The reason why you have a large difference between kappa and overall accuracy is that one of the classes (class 1) accounts for the large majority of your map, and this class is well described. Overall accuracy is therefore an optimistic index of the classifier performance, even if it is the true "agreement" in your case. As a trivial example, if I give you a map that says "class 1" everywhere, it will be 99% correct. Similarly, if 99% of the pixels are randomly assigned to "class 1", the resulting map will still have a large agreement with your map. This is what kappa penalize with its "c" in the expression below (note that there are different kappa's, here is the most common).
kappa = (OA-c)/(1-c), where e is the overall probability of random agreement
On your confusion matrix, you can see that classes 5 and 6 are always wrong and class 2 is not very reliable. This will have a large impact on your kappa index and this explains the large difference. The classifier is not better than chance for these classes.
As a remark, standard OA and kappa DO NOT take the distance between classes into account, so the fact that classes 5 and 6 are far off does not affect your results for any of those indices. Therefore, I suggest that you take advantage of the fact that your classes refer to quantities. The correlation between the two map could therefore make a good indicator. A confusion between 1 and 6 would then have more importance than a confusion between 1 and 2. Another way is to look at each class individually (user and producer accuracies).

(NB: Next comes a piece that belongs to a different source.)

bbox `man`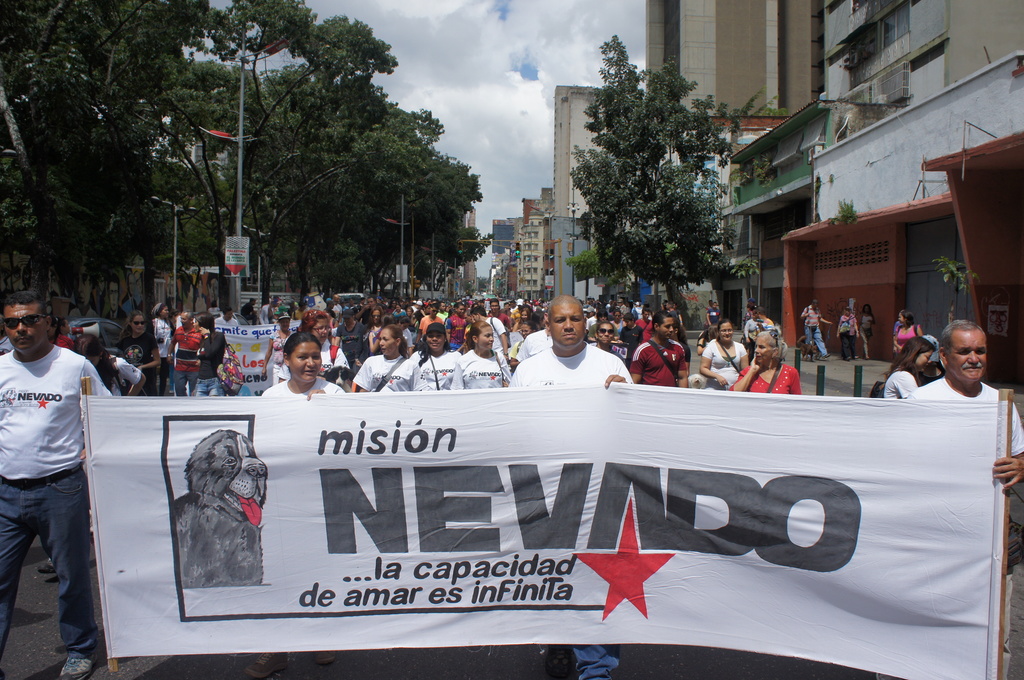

I do not agree on the fact that Kappa is largely considered to be more robust than OA. According to Pontius (2011), kappa has not provided the useful information that it is supposed to bring.
EDIT : More recently, Olofsson, Foody, Herold, Stehman, Woodcock and Wulder (2014, Remote sensing of Environment) also advocated against kappa. Considering the importance of those authors, I would follow their recommendations.